Of course, the biggest news as far as climate change goes is what’s happening to the ice caps at the poles. Alan Werner, professor of geology at Mount Holyoke College, said that melting Arctic ice is no longer just evidence of a rapidly warming planet: it's also part of the problem. That’s because the loss of snow and ice makes Earth's surface less reflective, and the sun’s heat is absorbed in greater amounts by the exposed dark ocean or tundra.

This means that the high latitudes are warming at a much faster rate than the other latitudes. Werner made his observations after the National Snow and Ice Data Center announcement stated the surface area of Arctic sea ice reached a new low in 2012, breaking a previous record reached in 2007.

So, do we believe them? I went to London last fall and took a non-stop flight out of Tokyo. If you look at a globe, you can trace my great circle flight path and you’ll see that virtually the entire trip took place over Siberia, that vast snow and ice-covered plain in the far north. I’ve flown over Siberia in the past and it was always covered with snow.

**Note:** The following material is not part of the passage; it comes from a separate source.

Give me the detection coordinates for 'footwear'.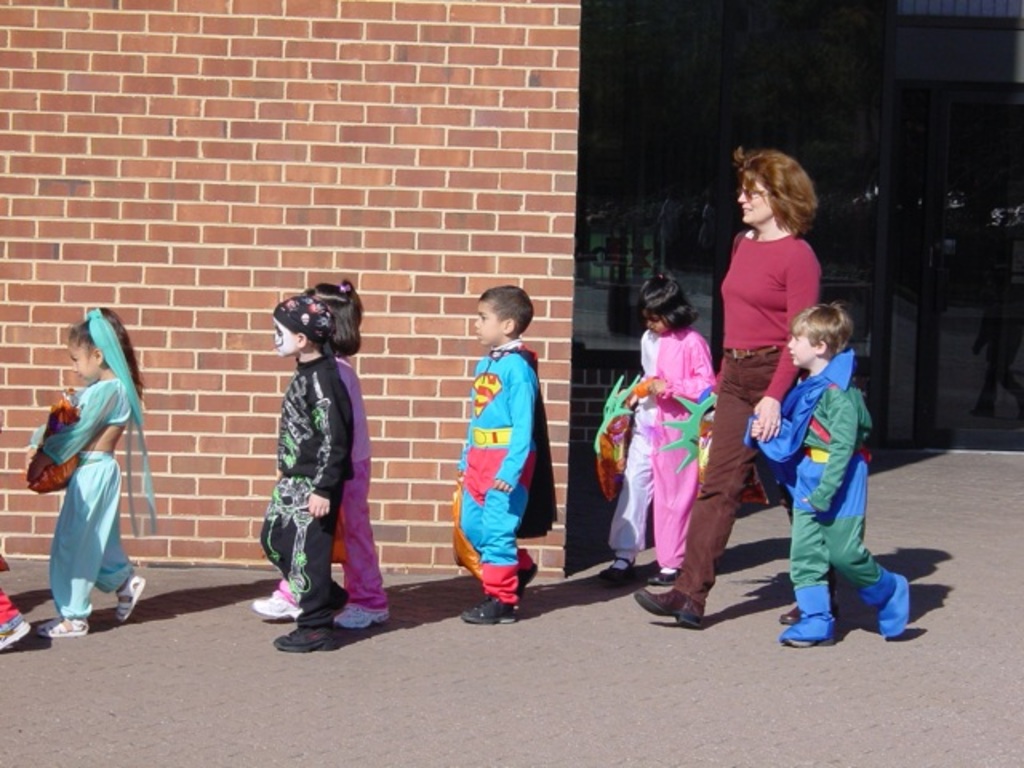
{"x1": 0, "y1": 594, "x2": 29, "y2": 659}.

Except that in the last week of September last year on the outbound flight and the first week of October on the return flight, I saw no snow. That’s right. NO. SNOW. The entire flight was over endless empty vistas of brown, treeless dirt. NO snow.

Global warming? I’ve seen it with my own eyes, boys and girls, and I believe. I believe.

Cruise on over to The Deep website at www.thedeepradioshow.com to learn more about climate change and many other topics. Enjoy!

Comments  

 
0 #1 Mathew 2013-05-23 15:52
Folks don't really care about climate change. (Check out the number of hits on this column, as a marker.) In fact, they don't care much about science-related stuff. In other words, they have lost their curiosity and it is not for the lack of a planetarium.

It is because the culture of scientific inquiry and observation has been replaced by a culture of news items that tend to revolve around three things: food, sex and money. In fact, that is what drives the Internet.